Mr. Campeau developed a friendship with Pierre Elliott Trudeau, Canada’s former Liberal prime minister (and the father of Justin Trudeau, the current prime minister), as well as other prominent politicians. Their political opponents suggested that those relationships played a role in Mr. Campeau’s being awarded contracts to build and lease vast office complexes for an expanding Canadian federal government. Canada’s auditor general found that the government had overpaid on many of those deals.

In Toronto, Mr. Campeau pioneered redeveloping the city’s previously industrial waterfront and built some of the city’s first high-rise condominiums.

He had a complex personal life. There were several publicized bouts with mental illness. While raising three children with his first wife, the former Clauda Leroux, a textile worker, Mr. Campeau had a covert relationship and a child with Ms. Luebbert, an Austrian who later became his second wife. She lived on a farm he had bought near Montreal, about two hours from Ottawa. When the arrangement was discovered, he and his wife divorced. She died in 1980.

Mr. Campeau and his second wife separated in 1996. By then, he had transferred most of his assets to her, and after they split up, leading to a divorce, he sued her for support. A highly publicized legal struggle continued for years.

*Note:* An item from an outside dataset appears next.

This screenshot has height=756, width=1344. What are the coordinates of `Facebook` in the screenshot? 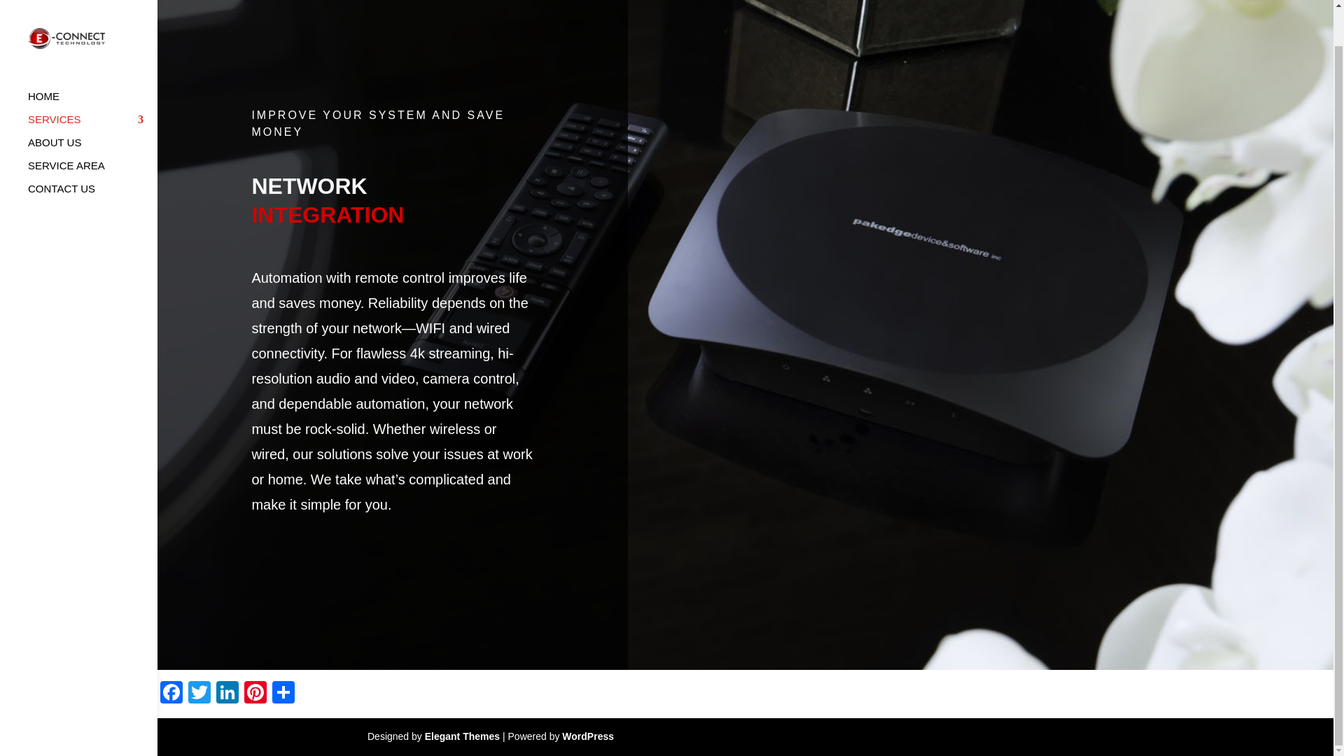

After the collapse of his department store holdings, Mr. Campeau was fired from the company that bore his name, and the Reichmanns took control. (Their business group soon failed as well.) Mr. Campeau retreated to Austria, where for many years he dabbled in real estate deals, living largely as a recluse.

It is unclear when he returned to Ottawa or when he married for a third time, to Cristal Dettman, whom he had met in Berlin during his European exile. She survives him. His other survivors include his son, Daniel; five siblings and half-siblings, and eight grandchildren.

Canadian news reports indicated that Mr. Campeau lived in rented townhouses after his return to Canada and had a relatively modest income until his divorce from Ilse Campeau was made final.

Back in his glory days, however, he dismissed any suggestions that his approach to business might prove perilous.

“It’s the story of my life,” he told The Times in 1988. “When I built my first 10 houses, people said I would go broke. and I’ve built thousands since. I like to take risks.”